What do self-employed borrowers need to qualify for a mortgage?
There are two honest paths, and the right one depends entirely on what your tax returns show. The first is the full-documentation path: a conventional, FHA, or VA loan that reads your self-employment income from your returns and qualifies you under the same agency rules as a salaried borrower. The second is the non-QM alternative-documentation path, a loan that documents your income a different way, such as from bank deposits, for when legitimate write-offs make your returns understate what your business really earns.
Most self-employed borrowers belong on the full-doc path, and that's where I start, because it's generally the more affordable route. I read your returns the way underwriting does, add back what's legitimately addable, and see whether the income qualifies you the standard way. Only when the full-doc path genuinely understates your income does the non-QM path earn its place, with the honest trade-off that non-QM rates run higher. To be clear about what neither path is: neither one skips documenting your income, and neither one is a no-doc, stated-income, or no-income-verification loan. Ability-to-Repay (12 CFR 1026.43, the CFPB ATR/QM rule) applies to non-QM loans: the borrower's income and ability to repay IS verified through alternative documentation. Non-QM means not a Qualified Mortgage, NOT no underwriting. Never imply ability to repay is not assessed.
What are the full-doc requirements for a self-employed borrower?
On the full-documentation path the requirements are the program's normal rules, applied to self-employment income: generally about two years of self-employment history, net income averaged from your tax returns, and standard credit, debt-to-income, and reserve requirements for whichever program you use. Being self-employed changes the income documentation, not the rest of the qualification.
Those actual rules are covered on the loan guides, so I summarize and link rather than repeat them here. For the conventional rulebook, see my conventional loan requirements; for the government programs, see my FHA loan requirements and my VA loan guide. Each one reads self-employment income its own way and sets its own credit, DTI, and reserve bars. The mechanics of how your income is averaged, and which add-backs like depreciation can lift your qualifying number, get their own page in this hub: see my how self-employed income is calculated guide. The short version is that the full-doc path is the same loan everyone else gets, just with your income documented from your returns.
How long do you need to be self-employed to qualify?
Generally about two years. An underwriter wants enough history to see a track record and average the income, which is why two years is the common benchmark. It isn't an absolute wall, though, and I don't want to state it as one.
Some programs allow a shorter self-employment history in specific situations, for example a borrower with a strong prior work history in the same line of business who recently went out on their own. Whether a shorter history works depends on the program and the investor, so I confirm what your particular file needs rather than tell you a hard universal rule that might not apply to you. The exact treatment for each full-doc program lives with that program: see the conventional, FHA, and VA requirements for the program-specific detail, and on a non-QM loan the history requirement is an investor overlay I verify for your file.
What are the requirements for a non-QM self-employed loan?
Here's the honest answer: there is no single set of non-QM requirements. Down payment, credit, reserves, LTV, and occupancy are all investor overlays that vary by program, and non-QM rates are generally higher than conventional. I verify the current program for your file rather than quote a universal figure or a rate.
A page that hands you "10% down and a 660 minimum" is repeating one investor's overlay as if it were a law, and it isn't. The honest version is that the wholesale investor sets each bar, and those bars differ from one investor to the next. The common direction is real: because the investor keeps the loan's risk instead of selling it to Fannie Mae or Freddie Mac, a non-QM file generally wants a larger down payment and more reserves than a full-doc loan, and credit still matters. How much, exactly, depends on the program, which is why I shop the file across 100+ lenders instead of forcing it through one company's policy. ALTERNATIVE-documentation loan, NOT no-doc/stated-income; the lender documents income from bank deposits and ability-to-repay (ATR) applies. The bank statement loan is the flagship non-QM product, and its mechanics are covered in full on my bank statement loans guide. The table below shows the shape of the non-QM requirements without inventing a number for any overlay.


TASK DETAILS - Please write out the records exactly.

(Extracts from a graphics dataset)

● ● ● ● ●

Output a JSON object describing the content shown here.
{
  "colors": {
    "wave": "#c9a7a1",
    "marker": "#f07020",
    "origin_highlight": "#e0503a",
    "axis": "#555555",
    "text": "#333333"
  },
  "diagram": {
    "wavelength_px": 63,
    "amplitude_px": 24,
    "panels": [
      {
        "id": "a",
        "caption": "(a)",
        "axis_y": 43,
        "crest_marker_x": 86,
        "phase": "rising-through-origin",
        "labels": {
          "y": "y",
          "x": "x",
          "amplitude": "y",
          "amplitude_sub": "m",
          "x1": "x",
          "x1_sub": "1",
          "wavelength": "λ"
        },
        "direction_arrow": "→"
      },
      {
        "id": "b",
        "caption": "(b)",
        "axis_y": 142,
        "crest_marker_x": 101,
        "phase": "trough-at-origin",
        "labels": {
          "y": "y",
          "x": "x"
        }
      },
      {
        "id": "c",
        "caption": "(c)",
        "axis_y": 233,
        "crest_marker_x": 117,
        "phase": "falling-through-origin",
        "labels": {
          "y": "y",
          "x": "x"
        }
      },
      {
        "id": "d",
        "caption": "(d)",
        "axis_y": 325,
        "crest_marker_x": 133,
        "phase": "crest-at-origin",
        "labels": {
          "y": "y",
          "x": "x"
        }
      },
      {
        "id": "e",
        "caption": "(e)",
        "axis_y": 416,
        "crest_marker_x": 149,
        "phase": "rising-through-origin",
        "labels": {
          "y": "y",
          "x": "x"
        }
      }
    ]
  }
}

● ● ● ● ●

RESPONSE BELOW -
Output a JSON object describing the content shown here.
{
  "colors": {
    "wave": "#c9a7a1",
    "marker": "#f07020",
    "origin_highlight": "#e0503a",
    "axis": "#555555",
    "text": "#333333"
  },
  "diagram": {
    "wavelength_px": 63,
    "amplitude_px": 24,
    "panels": [
      {
        "id": "a",
        "caption": "(a)",
        "axis_y": 43,
        "crest_marker_x": 86,
        "phase": "rising-through-origin",
        "labels": {
          "y": "y",
          "x": "x",
          "amplitude": "y",
          "amplitude_sub": "m",
          "x1": "x",
          "x1_sub": "1",
          "wavelength": "λ"
        },
        "direction_arrow": "→"
      },
      {
        "id": "b",
        "caption": "(b)",
        "axis_y": 142,
        "crest_marker_x": 101,
        "phase": "trough-at-origin",
        "labels": {
          "y": "y",
          "x": "x"
        }
      },
      {
        "id": "c",
        "caption": "(c)",
        "axis_y": 233,
        "crest_marker_x": 117,
        "phase": "falling-through-origin",
        "labels": {
          "y": "y",
          "x": "x"
        }
      },
      {
        "id": "d",
        "caption": "(d)",
        "axis_y": 325,
        "crest_marker_x": 133,
        "phase": "crest-at-origin",
        "labels": {
          "y": "y",
          "x": "x"
        }
      },
      {
        "id": "e",
        "caption": "(e)",
        "axis_y": 416,
        "crest_marker_x": 149,
        "phase": "rising-through-origin",
        "labels": {
          "y": "y",
          "x": "x"
        }
      }
    ]
  }
}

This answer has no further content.